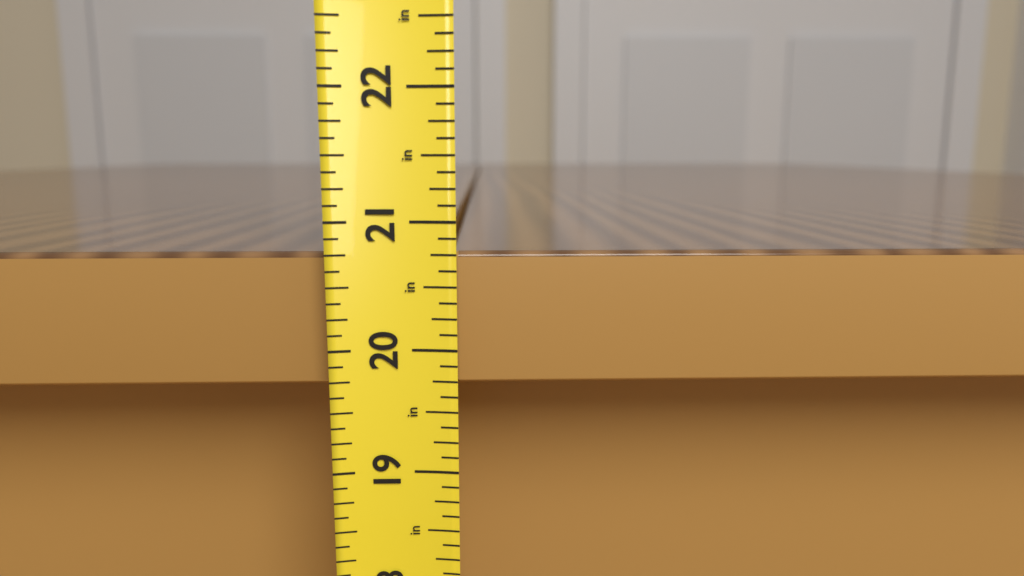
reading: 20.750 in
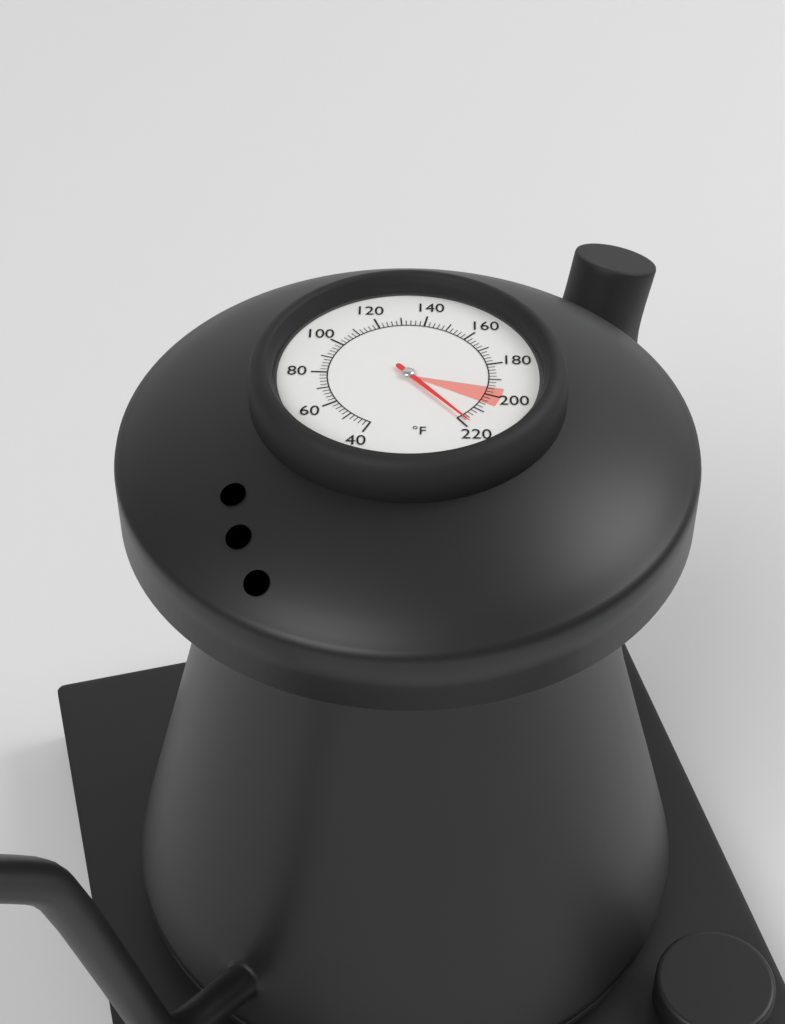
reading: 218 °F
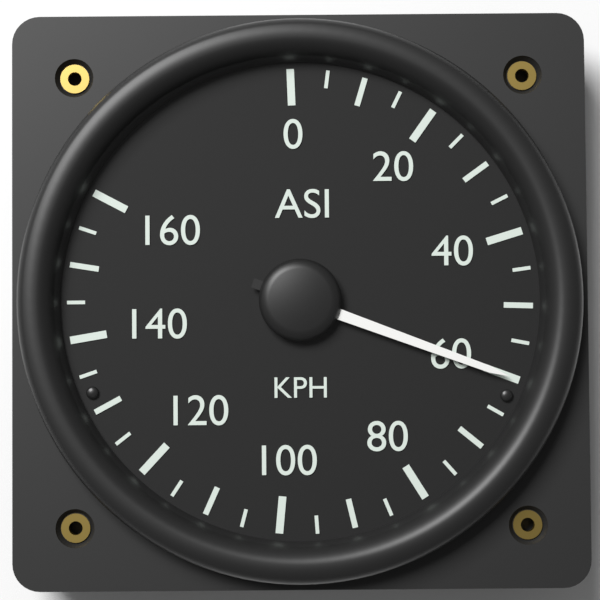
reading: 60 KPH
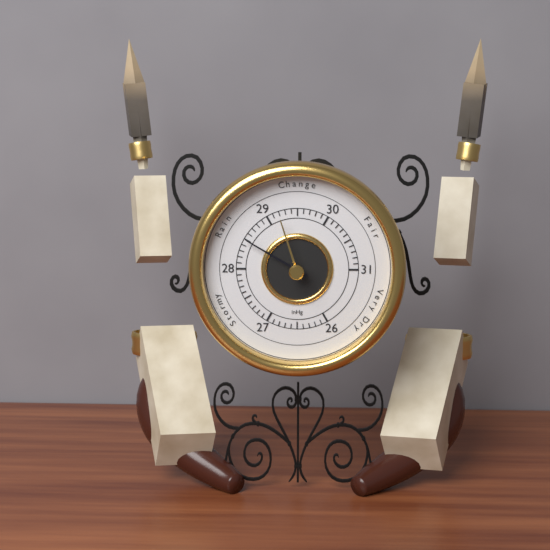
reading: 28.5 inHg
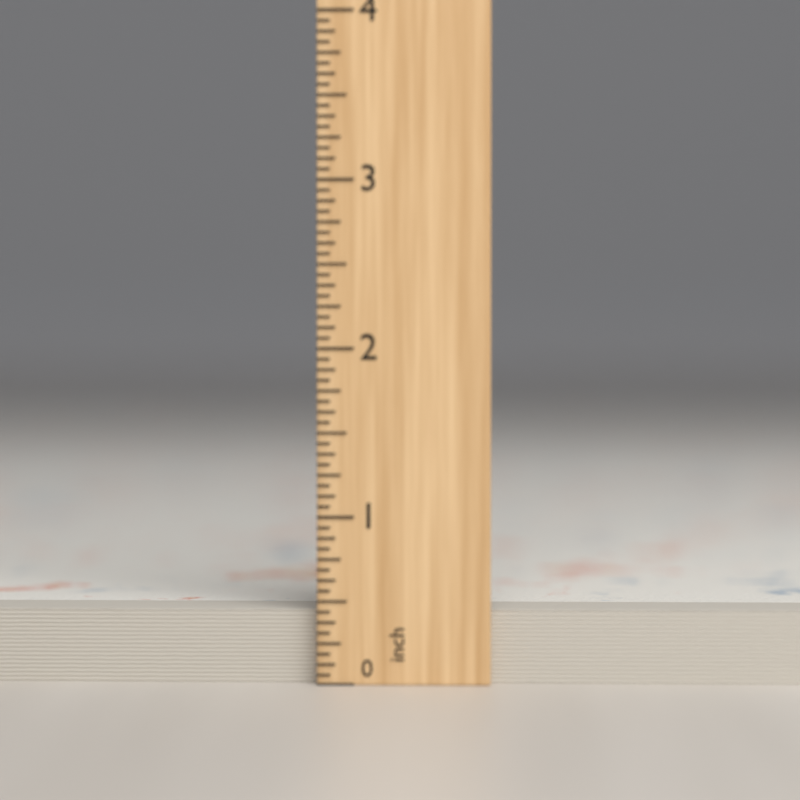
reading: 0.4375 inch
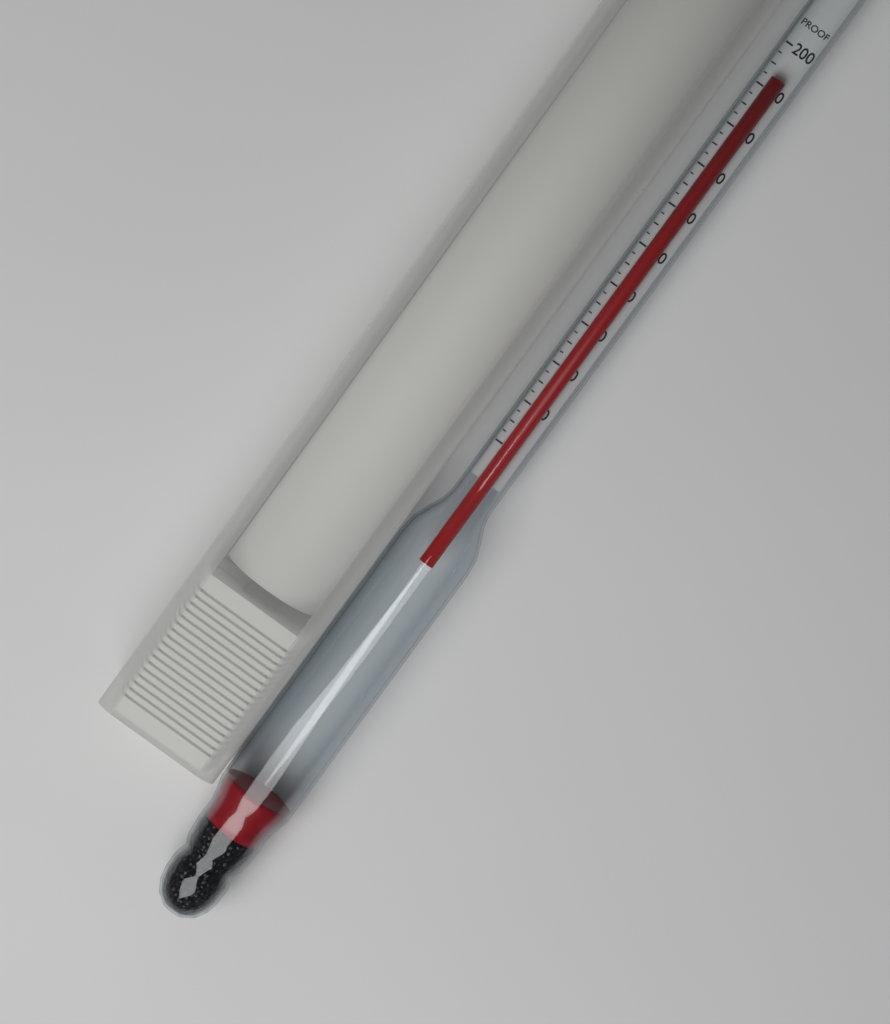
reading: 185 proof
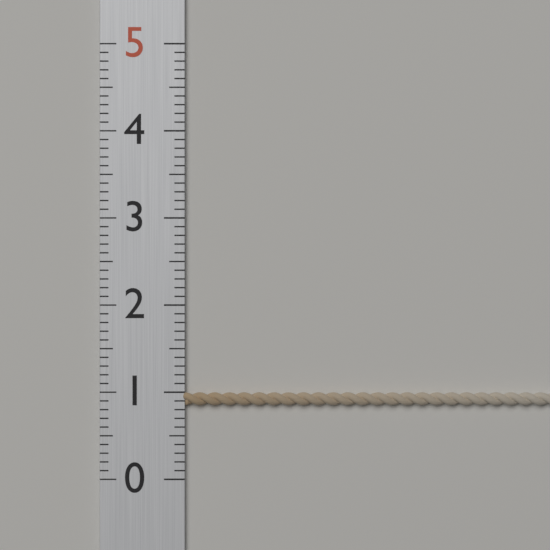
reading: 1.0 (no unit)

※ ※ ※

**Aim of the exercise:** Return the records verbatim, minus pictures.

**Result:**
reading: 20.750 in
reading: 218 °F
reading: 60 KPH
reading: 28.5 inHg
reading: 0.4375 inch
reading: 185 proof
reading: 1.0 (no unit)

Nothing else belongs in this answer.